Fly
Subtitle
The Big Book of Basketball Fashion
Equal parts stunning, photo-rich lookbook, and cultural commentary, "Fly" is the story of the extraordinary intersection of high fashion and basketball. Each chapter explores the style of an era and the cultural influences that shaped it: The league’s inception in 1949, pre-Civil Rights Movement, when the NBA was mostly comprised of white players who wore suits and skinny ties. The years following the Civil Rights Act of 1964 and the birth of funk and R&B when basketball fashion got flashier (think Walt “Clyde” Frazier and Wilt Chamberlain wearing fur coats and big hats). The Michael Jordan era of the 1980s and 1990s, with its oversize suits. The epic Iverson/Hip-Hop years of the late 1990s and early 2000s.
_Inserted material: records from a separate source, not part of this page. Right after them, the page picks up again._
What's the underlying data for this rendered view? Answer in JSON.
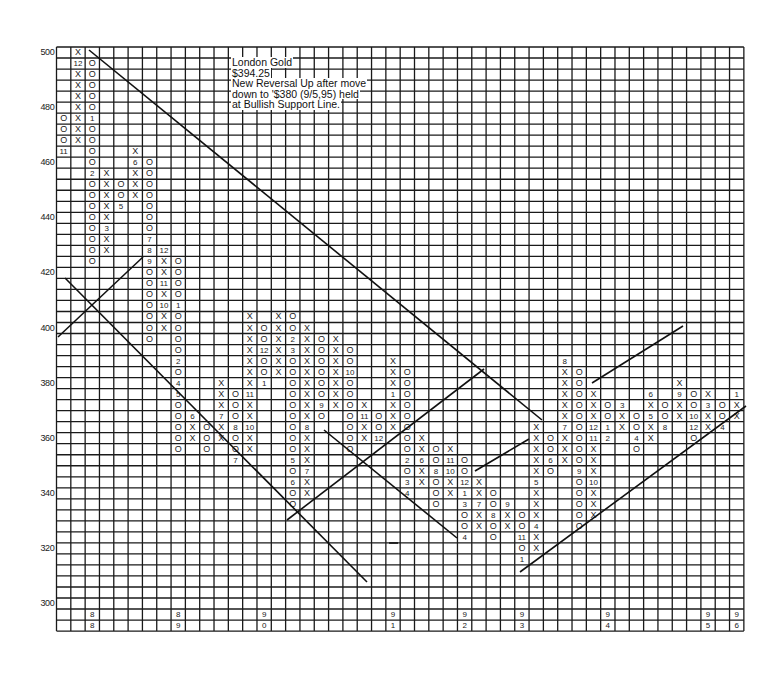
{
  "chart_data": {
    "type": "point-and-figure",
    "title": "London Gold",
    "annotation": {
      "lines": [
        "London Gold",
        "$394.25",
        "New Reversal Up after move",
        "down to '$380 (9/5,95) held",
        "at Bullish Support Line."
      ]
    },
    "box_size": 4,
    "y_axis": {
      "max": 500,
      "min": 300,
      "ticks": [
        {
          "label": "500",
          "row": 0
        },
        {
          "label": "480",
          "row": 5
        },
        {
          "label": "460",
          "row": 10
        },
        {
          "label": "440",
          "row": 15
        },
        {
          "label": "420",
          "row": 20
        },
        {
          "label": "400",
          "row": 25
        },
        {
          "label": "380",
          "row": 30
        },
        {
          "label": "360",
          "row": 35
        },
        {
          "label": "340",
          "row": 40
        },
        {
          "label": "320",
          "row": 45
        },
        {
          "label": "300",
          "row": 50
        }
      ]
    },
    "grid": {
      "columns": 48,
      "rows": 53,
      "grid_on": true
    },
    "year_labels": [
      {
        "col": 2,
        "top": "8",
        "bottom": "8"
      },
      {
        "col": 8,
        "top": "8",
        "bottom": "9"
      },
      {
        "col": 14,
        "top": "9",
        "bottom": "0"
      },
      {
        "col": 23,
        "top": "9",
        "bottom": "1"
      },
      {
        "col": 28,
        "top": "9",
        "bottom": "2"
      },
      {
        "col": 32,
        "top": "9",
        "bottom": "3"
      },
      {
        "col": 38,
        "top": "9",
        "bottom": "4"
      },
      {
        "col": 45,
        "top": "9",
        "bottom": "5"
      },
      {
        "col": 47,
        "top": "9",
        "bottom": "6"
      }
    ],
    "columns": [
      {
        "col": 0,
        "type": "O",
        "start_row": 6,
        "cells": [
          "O",
          "O",
          "O",
          "11"
        ]
      },
      {
        "col": 1,
        "type": "X",
        "start_row": 0,
        "cells": [
          "X",
          "12",
          "X",
          "X",
          "X",
          "X",
          "X",
          "X",
          "X"
        ]
      },
      {
        "col": 2,
        "type": "O",
        "start_row": 1,
        "cells": [
          "O",
          "O",
          "O",
          "O",
          "O",
          "1",
          "O",
          "O",
          "O",
          "O",
          "2",
          "O",
          "O",
          "O",
          "O",
          "O",
          "O",
          "O",
          "O"
        ]
      },
      {
        "col": 3,
        "type": "X",
        "start_row": 11,
        "cells": [
          "X",
          "X",
          "X",
          "X",
          "X",
          "3",
          "X",
          "X"
        ]
      },
      {
        "col": 4,
        "type": "O",
        "start_row": 12,
        "cells": [
          "O",
          "O",
          "5"
        ]
      },
      {
        "col": 5,
        "type": "X",
        "start_row": 9,
        "cells": [
          "X",
          "6",
          "X",
          "X",
          "X"
        ]
      },
      {
        "col": 6,
        "type": "O",
        "start_row": 10,
        "cells": [
          "O",
          "O",
          "O",
          "O",
          "O",
          "O",
          "O",
          "7",
          "8",
          "9",
          "O",
          "O",
          "O",
          "O",
          "O",
          "O",
          "O"
        ]
      },
      {
        "col": 7,
        "type": "X",
        "start_row": 18,
        "cells": [
          "12",
          "X",
          "X",
          "11",
          "X",
          "10",
          "X",
          "X"
        ]
      },
      {
        "col": 8,
        "type": "O",
        "start_row": 19,
        "cells": [
          "O",
          "O",
          "O",
          "O",
          "1",
          "O",
          "O",
          "O",
          "O",
          "2",
          "O",
          "4",
          "5",
          "O",
          "O",
          "O",
          "O",
          "O"
        ]
      },
      {
        "col": 9,
        "type": "X",
        "start_row": 33,
        "cells": [
          "6",
          "X",
          "X"
        ]
      },
      {
        "col": 10,
        "type": "O",
        "start_row": 34,
        "cells": [
          "O",
          "O",
          "O"
        ]
      },
      {
        "col": 11,
        "type": "X",
        "start_row": 30,
        "cells": [
          "X",
          "X",
          "X",
          "7",
          "X",
          "X"
        ]
      },
      {
        "col": 12,
        "type": "O",
        "start_row": 31,
        "cells": [
          "O",
          "O",
          "O",
          "8",
          "O",
          "O",
          "7"
        ]
      },
      {
        "col": 13,
        "type": "X",
        "start_row": 24,
        "cells": [
          "X",
          "X",
          "X",
          "X",
          "X",
          "X",
          "X",
          "11",
          "X",
          "X",
          "10",
          "X",
          "X"
        ]
      },
      {
        "col": 14,
        "type": "O",
        "start_row": 25,
        "cells": [
          "O",
          "O",
          "12",
          "O",
          "O",
          "1"
        ]
      },
      {
        "col": 15,
        "type": "X",
        "start_row": 24,
        "cells": [
          "X",
          "X",
          "X",
          "X",
          "X",
          "X"
        ]
      },
      {
        "col": 16,
        "type": "O",
        "start_row": 24,
        "cells": [
          "O",
          "O",
          "2",
          "3",
          "O",
          "O",
          "O",
          "O",
          "O",
          "O",
          "O",
          "O",
          "O",
          "5",
          "O",
          "6",
          "O",
          "O"
        ]
      },
      {
        "col": 17,
        "type": "X",
        "start_row": 25,
        "cells": [
          "X",
          "X",
          "X",
          "X",
          "X",
          "X",
          "X",
          "X",
          "X",
          "8",
          "X",
          "X",
          "X",
          "7",
          "X",
          "X"
        ]
      },
      {
        "col": 18,
        "type": "O",
        "start_row": 26,
        "cells": [
          "O",
          "O",
          "O",
          "O",
          "O",
          "O",
          "9",
          "O"
        ]
      },
      {
        "col": 19,
        "type": "X",
        "start_row": 26,
        "cells": [
          "X",
          "X",
          "X",
          "X",
          "X",
          "X",
          "X"
        ]
      },
      {
        "col": 20,
        "type": "O",
        "start_row": 27,
        "cells": [
          "O",
          "O",
          "10",
          "O",
          "O",
          "O",
          "O",
          "O",
          "O",
          "O"
        ]
      },
      {
        "col": 21,
        "type": "X",
        "start_row": 32,
        "cells": [
          "X",
          "11",
          "X",
          "X"
        ]
      },
      {
        "col": 22,
        "type": "O",
        "start_row": 33,
        "cells": [
          "O",
          "O",
          "12"
        ]
      },
      {
        "col": 23,
        "type": "X",
        "start_row": 28,
        "cells": [
          "X",
          "X",
          "X",
          "1",
          "X",
          "X",
          "X"
        ]
      },
      {
        "col": 24,
        "type": "O",
        "start_row": 29,
        "cells": [
          "O",
          "O",
          "O",
          "O",
          "O",
          "O",
          "O",
          "O",
          "2",
          "O",
          "3",
          "4"
        ]
      },
      {
        "col": 25,
        "type": "X",
        "start_row": 35,
        "cells": [
          "X",
          "X",
          "6",
          "X",
          "X"
        ]
      },
      {
        "col": 26,
        "type": "O",
        "start_row": 36,
        "cells": [
          "O",
          "O",
          "8",
          "O",
          "O",
          "O"
        ]
      },
      {
        "col": 27,
        "type": "X",
        "start_row": 36,
        "cells": [
          "X",
          "11",
          "10",
          "X",
          "X"
        ]
      },
      {
        "col": 28,
        "type": "O",
        "start_row": 37,
        "cells": [
          "O",
          "O",
          "12",
          "1",
          "3",
          "O",
          "O",
          "4"
        ]
      },
      {
        "col": 29,
        "type": "X",
        "start_row": 39,
        "cells": [
          "X",
          "X",
          "7",
          "X",
          "X"
        ]
      },
      {
        "col": 30,
        "type": "O",
        "start_row": 40,
        "cells": [
          "O",
          "O",
          "8",
          "O",
          "O"
        ]
      },
      {
        "col": 31,
        "type": "X",
        "start_row": 41,
        "cells": [
          "9",
          "X",
          "X"
        ]
      },
      {
        "col": 32,
        "type": "O",
        "start_row": 42,
        "cells": [
          "O",
          "O",
          "11",
          "O",
          "1"
        ]
      },
      {
        "col": 33,
        "type": "X",
        "start_row": 34,
        "cells": [
          "X",
          "X",
          "X",
          "X",
          "X",
          "5",
          "X",
          "X",
          "X",
          "4",
          "X",
          "X"
        ]
      },
      {
        "col": 34,
        "type": "O",
        "start_row": 35,
        "cells": [
          "O",
          "O",
          "6",
          "O"
        ]
      },
      {
        "col": 35,
        "type": "X",
        "start_row": 28,
        "cells": [
          "8",
          "X",
          "X",
          "X",
          "X",
          "X",
          "7",
          "X",
          "X",
          "X"
        ]
      },
      {
        "col": 36,
        "type": "O",
        "start_row": 29,
        "cells": [
          "O",
          "O",
          "O",
          "O",
          "O",
          "O",
          "O",
          "O",
          "O",
          "9",
          "O",
          "O",
          "O",
          "O",
          "O"
        ]
      },
      {
        "col": 37,
        "type": "X",
        "start_row": 31,
        "cells": [
          "X",
          "X",
          "X",
          "12",
          "11",
          "X",
          "X",
          "X",
          "10",
          "X",
          "X",
          "X"
        ]
      },
      {
        "col": 38,
        "type": "O",
        "start_row": 32,
        "cells": [
          "O",
          "O",
          "1",
          "2"
        ]
      },
      {
        "col": 39,
        "type": "X",
        "start_row": 32,
        "cells": [
          "3",
          "X",
          "X"
        ]
      },
      {
        "col": 40,
        "type": "O",
        "start_row": 33,
        "cells": [
          "O",
          "O",
          "4",
          "O"
        ]
      },
      {
        "col": 41,
        "type": "X",
        "start_row": 31,
        "cells": [
          "6",
          "X",
          "5",
          "X",
          "X"
        ]
      },
      {
        "col": 42,
        "type": "O",
        "start_row": 32,
        "cells": [
          "O",
          "O",
          "8"
        ]
      },
      {
        "col": 43,
        "type": "X",
        "start_row": 30,
        "cells": [
          "X",
          "9",
          "X",
          "X"
        ]
      },
      {
        "col": 44,
        "type": "O",
        "start_row": 31,
        "cells": [
          "O",
          "O",
          "10",
          "12",
          "O"
        ]
      },
      {
        "col": 45,
        "type": "X",
        "start_row": 31,
        "cells": [
          "X",
          "3",
          "X",
          "X"
        ]
      },
      {
        "col": 46,
        "type": "O",
        "start_row": 32,
        "cells": [
          "O",
          "O",
          "4"
        ]
      },
      {
        "col": 47,
        "type": "X",
        "start_row": 31,
        "cells": [
          "1",
          "X",
          "X"
        ]
      }
    ],
    "trendlines": [
      {
        "name": "bearish-resistance-line-long",
        "x1": 89,
        "y1": 50,
        "x2": 542,
        "y2": 420
      },
      {
        "name": "bullish-support-line-early",
        "x1": 58,
        "y1": 337,
        "x2": 143,
        "y2": 257
      },
      {
        "name": "bearish-resistance-line-mid",
        "x1": 65,
        "y1": 278,
        "x2": 367,
        "y2": 582
      },
      {
        "name": "bullish-support-line-mid",
        "x1": 287,
        "y1": 520,
        "x2": 484,
        "y2": 369
      },
      {
        "name": "bearish-resistance-line-short",
        "x1": 324,
        "y1": 430,
        "x2": 457,
        "y2": 538
      },
      {
        "name": "bullish-support-line-short",
        "x1": 475,
        "y1": 471,
        "x2": 529,
        "y2": 439
      },
      {
        "name": "bullish-channel-line",
        "x1": 592,
        "y1": 383,
        "x2": 683,
        "y2": 326
      },
      {
        "name": "bullish-support-line-main",
        "x1": 520,
        "y1": 572,
        "x2": 746,
        "y2": 406
      },
      {
        "name": "tick-mark",
        "x1": 389,
        "y1": 543,
        "x2": 398,
        "y2": 543
      }
    ],
    "xlabel": "",
    "ylabel": "",
    "legend": null
  }
}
And now to today, a time defined not only by social media and high fashion’s birthing of the tunnel walk (think LeBron James, Dwyane Wade, and Russell Westbrook), but one in which athletes are idealized as style icons and activists, figures who inspire conversations beyond how they play and what they wear.
Bio
Mitchell Jackson is the John O. Whiteman Dean’s Distinguished Professor of English at ASU.
Praise for this book
A coffee-table book that elevates the subject to the same decorative status as a Dior or Gucci monograph.